The Arizona state budget signed by Gov. Jan Brewer on Friday will allocate less funding than requested to the UA.
The budget for the 2015 fiscal year will provide the UA with around $5.5 million in new funding, significantly less than the $34.8 million the Arizona Board of Regents had requested for the UA earlier this year.
The UA will receive $2 million for research infrastructure, which will be used on the main campus, according to Rep. Ethan Orr (R-District 9). The UA will also receive $3.5 million for the Cooperative Extension, the UA’s mission to develop agricultural programs and research for rural Arizona.
Orr said that he would have liked to see the UA receive more funding, specifically for the proposed veterinary medicine program.
“[The] UA is a land grant institution, and we serve rural Arizona, particularly the agricultural community,” Orr said. “I think the vet school is an essential part of that land grant mission.”
Orr said that during the budget negotiations, the Senate threatened to take UA funding down to zero. He said that there are many people who do not see higher education as an investment.
Orr said that he feels the budget doesn’t harm the UA and that it does a little good, but that he would have liked to see the UA receive $3 million to $5 million more. However, he said that the trend of low funding for higher education is starting to be reversed in Arizona.
UA President Ann Weaver Hart released a statement in response to the final budget on April 11. She thanked Orr and Sen. Steve Pierce (R-District 1) for working to get the $3.5 million provided for the Cooperative Extension program. However, she expressed disappointment over a lack of funding for other projects, including the proposed veterinary medicine program.
Hart said the rest of the funding would be applied to the many areas where it is critically needed, but that it may not be enough.
“Our main campus has not received significant state funding support for more than six years,” Hart said.
Hart said she will be meeting with her leadership team and the deans of the UA colleges and schools to decide where to look for the additional funding the UA will need.
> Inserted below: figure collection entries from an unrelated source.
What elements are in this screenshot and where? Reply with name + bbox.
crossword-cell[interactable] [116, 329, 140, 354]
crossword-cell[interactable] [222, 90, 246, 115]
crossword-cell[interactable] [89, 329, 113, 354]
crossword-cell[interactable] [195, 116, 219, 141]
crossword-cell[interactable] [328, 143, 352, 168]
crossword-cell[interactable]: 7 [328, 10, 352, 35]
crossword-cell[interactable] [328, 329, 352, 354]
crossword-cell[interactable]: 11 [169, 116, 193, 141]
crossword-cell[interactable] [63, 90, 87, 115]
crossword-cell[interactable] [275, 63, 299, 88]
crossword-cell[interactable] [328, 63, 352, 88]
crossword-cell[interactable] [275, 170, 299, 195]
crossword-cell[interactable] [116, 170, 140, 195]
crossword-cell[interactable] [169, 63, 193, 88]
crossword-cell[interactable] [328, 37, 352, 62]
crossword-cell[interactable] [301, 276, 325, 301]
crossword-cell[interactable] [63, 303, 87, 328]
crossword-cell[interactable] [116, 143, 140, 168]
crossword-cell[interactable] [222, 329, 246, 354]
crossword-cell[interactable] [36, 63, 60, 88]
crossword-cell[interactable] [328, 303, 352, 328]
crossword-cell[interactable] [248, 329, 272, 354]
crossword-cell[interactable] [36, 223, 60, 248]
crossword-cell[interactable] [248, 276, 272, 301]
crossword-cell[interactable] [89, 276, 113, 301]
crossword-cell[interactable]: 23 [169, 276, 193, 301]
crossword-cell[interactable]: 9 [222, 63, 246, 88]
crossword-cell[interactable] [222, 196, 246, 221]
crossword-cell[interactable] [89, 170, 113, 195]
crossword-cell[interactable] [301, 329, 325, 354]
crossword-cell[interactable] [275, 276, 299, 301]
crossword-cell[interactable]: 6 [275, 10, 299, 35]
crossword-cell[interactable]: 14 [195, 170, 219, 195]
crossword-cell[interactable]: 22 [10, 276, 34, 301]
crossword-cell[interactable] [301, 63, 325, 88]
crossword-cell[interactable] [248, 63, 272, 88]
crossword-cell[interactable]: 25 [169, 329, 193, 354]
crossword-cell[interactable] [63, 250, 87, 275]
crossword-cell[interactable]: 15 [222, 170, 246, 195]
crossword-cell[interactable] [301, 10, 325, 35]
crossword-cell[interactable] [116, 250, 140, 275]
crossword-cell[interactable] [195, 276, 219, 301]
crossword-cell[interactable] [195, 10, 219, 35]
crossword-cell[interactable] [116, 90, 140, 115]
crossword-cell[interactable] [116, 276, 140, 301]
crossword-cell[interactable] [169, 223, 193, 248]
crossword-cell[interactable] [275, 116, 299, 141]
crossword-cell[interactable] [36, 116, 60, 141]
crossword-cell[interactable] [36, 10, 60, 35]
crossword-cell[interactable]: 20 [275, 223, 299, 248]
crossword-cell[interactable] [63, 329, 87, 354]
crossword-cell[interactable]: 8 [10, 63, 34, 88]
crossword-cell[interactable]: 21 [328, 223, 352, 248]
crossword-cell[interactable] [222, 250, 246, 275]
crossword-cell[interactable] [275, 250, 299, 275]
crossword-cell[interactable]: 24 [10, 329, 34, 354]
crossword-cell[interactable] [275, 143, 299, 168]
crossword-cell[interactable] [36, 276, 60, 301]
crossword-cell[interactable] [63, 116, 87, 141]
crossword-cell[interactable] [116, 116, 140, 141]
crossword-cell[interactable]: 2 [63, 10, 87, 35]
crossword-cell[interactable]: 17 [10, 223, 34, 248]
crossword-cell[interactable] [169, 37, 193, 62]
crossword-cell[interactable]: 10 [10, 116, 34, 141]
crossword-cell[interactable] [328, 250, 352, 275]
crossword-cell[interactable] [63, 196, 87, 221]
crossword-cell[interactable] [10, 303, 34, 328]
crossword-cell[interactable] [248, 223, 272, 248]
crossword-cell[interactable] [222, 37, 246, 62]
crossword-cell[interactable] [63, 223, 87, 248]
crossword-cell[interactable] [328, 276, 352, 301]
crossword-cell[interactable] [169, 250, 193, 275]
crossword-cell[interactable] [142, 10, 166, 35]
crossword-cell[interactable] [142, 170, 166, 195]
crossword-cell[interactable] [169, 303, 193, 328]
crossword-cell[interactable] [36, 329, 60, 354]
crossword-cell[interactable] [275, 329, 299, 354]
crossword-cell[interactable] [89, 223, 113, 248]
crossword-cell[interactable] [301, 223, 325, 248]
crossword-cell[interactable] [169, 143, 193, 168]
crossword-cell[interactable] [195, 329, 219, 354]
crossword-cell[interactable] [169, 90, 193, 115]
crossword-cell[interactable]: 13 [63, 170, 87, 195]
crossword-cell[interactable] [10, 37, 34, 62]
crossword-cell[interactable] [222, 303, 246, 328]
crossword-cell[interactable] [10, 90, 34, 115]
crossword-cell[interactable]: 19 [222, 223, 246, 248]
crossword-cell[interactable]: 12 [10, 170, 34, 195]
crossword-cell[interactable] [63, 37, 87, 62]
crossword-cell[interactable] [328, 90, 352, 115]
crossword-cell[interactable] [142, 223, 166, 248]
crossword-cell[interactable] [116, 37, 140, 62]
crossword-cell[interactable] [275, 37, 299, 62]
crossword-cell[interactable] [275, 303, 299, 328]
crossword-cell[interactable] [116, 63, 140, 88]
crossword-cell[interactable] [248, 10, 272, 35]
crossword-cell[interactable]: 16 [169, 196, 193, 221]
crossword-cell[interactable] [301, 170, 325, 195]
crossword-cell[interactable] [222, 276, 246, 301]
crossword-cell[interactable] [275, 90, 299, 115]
Though the Never Settle strategic plan, which launched in November, will be set back by the lack of state funding, Hart said the UA will persevere in pursuing the plan’s goals.
The effect the budget will have in the coming year has yet to be determined, according to Andrea Smiley, associate vice president of communications. She said the specifics regarding what the UA will do with the funding it was provided are not yet known.
Morgan Abraham, president of the Associated Students of the University of Arizona and an engineering management senior, said he is saddened by the final budget.
Abraham said that he feels the governor and the Legislature turned their backs on the UA, which is difficult for him both as a UA student and as a native Arizonan. He added that he expects the Never Settle strategic plan and the board of regents’ goals for 2020 will have to be adjusted, because the state isn’t meeting the UA’s needs.
“Higher [education] was obviously not a high priority for any of the legislators who were creating and negotiating the budget this year,” Abraham said.